America is a Big FATCA Liar by Ted Baumann, The Sovereign Investor.
When I was a kid I once got the better of a bully in a schoolyard scuffle that he had started. With workmen on the school roof cheering me on, I chased the guy halfway across the playground before he turned around and raised his hands in surrender. Needless to say, with the whole class watching, he was terribly embarrassed.
That weekend the bully showed up at my dock — we kids all travelled by boat on Maryland’s Eastern Shore — wanting a rematch. I pointed out to him that there was nobody else to see the outcome. He thought for a moment, then asked me just to tell our friends that he had won. We didn’t actually need to fight again. I agreed. After all, he was a lot bigger than me and I was unlikely to repeat my schoolyard triumph.
Back at school, I reneged on my promise, telling everyone the bully had chickened out. Enraged, he jumped me on the playground and held me down until I admitted that he had “won.”
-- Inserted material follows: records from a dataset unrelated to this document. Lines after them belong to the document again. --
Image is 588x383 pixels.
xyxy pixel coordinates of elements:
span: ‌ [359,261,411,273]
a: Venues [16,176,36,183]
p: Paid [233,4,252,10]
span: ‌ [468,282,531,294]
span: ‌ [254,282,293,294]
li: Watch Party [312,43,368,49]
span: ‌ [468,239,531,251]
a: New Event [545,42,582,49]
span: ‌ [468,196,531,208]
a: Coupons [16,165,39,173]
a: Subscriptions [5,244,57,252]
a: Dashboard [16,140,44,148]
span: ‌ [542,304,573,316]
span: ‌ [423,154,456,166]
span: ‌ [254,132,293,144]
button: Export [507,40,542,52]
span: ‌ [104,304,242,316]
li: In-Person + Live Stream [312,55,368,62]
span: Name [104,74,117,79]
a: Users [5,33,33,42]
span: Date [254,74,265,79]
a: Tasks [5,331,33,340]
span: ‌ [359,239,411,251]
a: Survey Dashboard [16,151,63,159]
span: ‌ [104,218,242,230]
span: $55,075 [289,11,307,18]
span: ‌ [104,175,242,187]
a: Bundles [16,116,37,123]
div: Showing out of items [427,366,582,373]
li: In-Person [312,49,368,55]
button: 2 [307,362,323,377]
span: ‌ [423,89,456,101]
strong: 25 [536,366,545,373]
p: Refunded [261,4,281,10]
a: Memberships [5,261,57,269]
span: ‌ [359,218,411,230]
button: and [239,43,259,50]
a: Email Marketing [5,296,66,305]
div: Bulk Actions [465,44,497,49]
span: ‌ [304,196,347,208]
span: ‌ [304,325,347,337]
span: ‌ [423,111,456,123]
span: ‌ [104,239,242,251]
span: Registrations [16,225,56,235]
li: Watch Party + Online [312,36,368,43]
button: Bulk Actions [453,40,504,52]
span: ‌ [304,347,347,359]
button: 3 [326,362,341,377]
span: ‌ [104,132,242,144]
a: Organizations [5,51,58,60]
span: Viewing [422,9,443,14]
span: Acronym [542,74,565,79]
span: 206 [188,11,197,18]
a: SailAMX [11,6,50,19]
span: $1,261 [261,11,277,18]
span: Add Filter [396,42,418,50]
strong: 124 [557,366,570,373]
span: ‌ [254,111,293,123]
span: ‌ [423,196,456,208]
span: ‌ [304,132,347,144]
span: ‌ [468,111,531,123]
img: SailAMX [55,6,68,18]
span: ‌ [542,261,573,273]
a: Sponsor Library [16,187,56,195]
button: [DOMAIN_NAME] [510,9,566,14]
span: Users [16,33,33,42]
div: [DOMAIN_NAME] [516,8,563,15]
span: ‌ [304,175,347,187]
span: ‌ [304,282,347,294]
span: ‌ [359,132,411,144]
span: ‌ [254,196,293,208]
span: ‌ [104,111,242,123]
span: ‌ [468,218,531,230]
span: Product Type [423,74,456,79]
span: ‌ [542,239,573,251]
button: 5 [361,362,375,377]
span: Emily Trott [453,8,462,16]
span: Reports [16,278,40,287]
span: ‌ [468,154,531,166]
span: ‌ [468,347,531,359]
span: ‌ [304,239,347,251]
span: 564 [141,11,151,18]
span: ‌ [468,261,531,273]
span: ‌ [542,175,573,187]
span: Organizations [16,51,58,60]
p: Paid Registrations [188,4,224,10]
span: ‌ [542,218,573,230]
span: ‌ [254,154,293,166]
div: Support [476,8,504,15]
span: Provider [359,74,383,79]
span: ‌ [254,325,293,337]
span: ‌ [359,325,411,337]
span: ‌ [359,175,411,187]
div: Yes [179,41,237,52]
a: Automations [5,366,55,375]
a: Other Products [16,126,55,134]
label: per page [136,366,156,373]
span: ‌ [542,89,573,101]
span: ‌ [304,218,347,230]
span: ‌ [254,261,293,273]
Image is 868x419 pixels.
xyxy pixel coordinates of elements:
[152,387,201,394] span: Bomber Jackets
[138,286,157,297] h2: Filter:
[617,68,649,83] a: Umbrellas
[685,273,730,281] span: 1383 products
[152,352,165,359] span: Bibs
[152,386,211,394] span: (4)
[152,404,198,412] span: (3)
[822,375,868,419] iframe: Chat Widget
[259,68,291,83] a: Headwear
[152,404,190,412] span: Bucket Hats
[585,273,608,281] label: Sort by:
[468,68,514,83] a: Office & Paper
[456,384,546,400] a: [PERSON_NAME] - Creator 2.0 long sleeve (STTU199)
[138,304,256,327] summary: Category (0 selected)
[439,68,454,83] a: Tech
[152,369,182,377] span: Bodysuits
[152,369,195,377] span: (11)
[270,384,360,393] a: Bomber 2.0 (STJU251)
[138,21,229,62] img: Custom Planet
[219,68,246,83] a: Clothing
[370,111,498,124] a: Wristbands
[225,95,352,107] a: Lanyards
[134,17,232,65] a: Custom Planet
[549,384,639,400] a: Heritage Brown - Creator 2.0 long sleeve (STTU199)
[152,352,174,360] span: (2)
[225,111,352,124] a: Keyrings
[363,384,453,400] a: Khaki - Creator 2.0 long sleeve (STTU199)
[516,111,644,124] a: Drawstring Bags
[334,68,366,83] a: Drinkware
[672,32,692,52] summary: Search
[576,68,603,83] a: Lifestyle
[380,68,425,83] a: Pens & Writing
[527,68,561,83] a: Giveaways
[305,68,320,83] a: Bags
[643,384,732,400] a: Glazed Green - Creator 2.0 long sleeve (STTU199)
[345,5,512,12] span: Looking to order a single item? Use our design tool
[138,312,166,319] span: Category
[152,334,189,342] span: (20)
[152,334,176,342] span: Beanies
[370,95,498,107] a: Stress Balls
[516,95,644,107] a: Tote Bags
And that, folks, is where I learned the importance of honoring your deals, unsavory as they may be … double-crossing someone has a way of bouncing back on you.
And I think Uncle Sam is about to learn the same lesson…
Bully or Honest Partner?
We’ve written regularly about the Foreign Account Tax Compliance Act (FATCA). FATCA forces foreign financial institutions to report all U.S.-owned accounts to the IRS. It also requires U.S. taxpayers to report their foreign accounts at tax time, or face huge penalties.
FATCA has caused enormous disruption around the world, leading many foreign banks and other institutions to ban American clients. It’s also prompted thousands of U.S. citizens to give up their citizenship to avoid this and worse fates. It is almost universally hated by Americans and foreigners alike.
So the U.S. has had to resort to some nasty methods to get international cooperation with FATCA. It’s used two tactics: one stick and one carrot.
The stick is the U.S. government’s threat to withhold 30% of any U.S.-source transfers to non-compliant institutions. If you’re a foreign bank and you don’t sign up for FATCA reporting, any U.S.-source funds sent to an account holder at your institution will suffer withholding, even if the client isn’t American. Given how much of the world’s finance flows through the U.S., you’re basically locked out of the global financial system.
The carrot is a set of Intergovernmental Agreements (IGAs) between the U.S. and other countries. These IGAs require the U.S. and the other country to alter their laws to allow their banks to provide the required information on accounts held by their respective citizens.
For some countries, such as Switzerland, this has meant amending domestic banking secrecy and privacy laws, a painful and politically-disruptive process for nations that value such things highly. But other countries, such as China and India, have eagerly embraced the IGA system in order to get information on U.S. accounts held by their own citizens.
But there’s a wee problem with that.
A Major Legal Roadblock
You see, the Treasury Department was acting in bad faith when it signed those IGAs. For starters, the Treasury doesn’t have the authority to enter into treaties with foreign countries — under the U.S. Constitution, that’s the Senate’s job.
But more important, the federal nature of the U.S. system means it’s impossible for the federal government to collect and share information about foreign account holders — or any account holder, for that matter.
U.S. banks are chartered at the state level, even the big ones like Bank of America or Wells Fargo. Each U.S. state has different laws regarding the privacy of banking information, and most of them favor privacy. On one hand, that means that there is no centralized information gathering and reporting system on U.S.-based financial accounts. So the Treasury doesn’t even have the information it promised to provide.
But even worse, setting up such a system would require an Act of Congress, using the Interstate Commerce Clause of the U.S. Constitution. But it is highly unlikely that the Republican-dominated Congress will oblige, either to authorize such a system or to ratify the treaties required to share the resultant information.
Double-Crossing Bully
America is, at best, a hypocrite — asking for information on their citizens without informing in return—and at worst, a bully, forcing others to do what they have no intention of doing themselves.
But eventually, even bullies have to honor their deals. If they don’t, eventually their victims will gang up on them to get their own back.
Given the pain and anguish FATCA is causing around the world, I predict that in the near future some nations will refuse to honor their FATCA IGAs on the grounds of lack of U.S. reciprocity. Some of those nations may be too big to kick out of the global financial system.
And what then? Well, the bully might just get his comeuppance. I can’t wait to see that.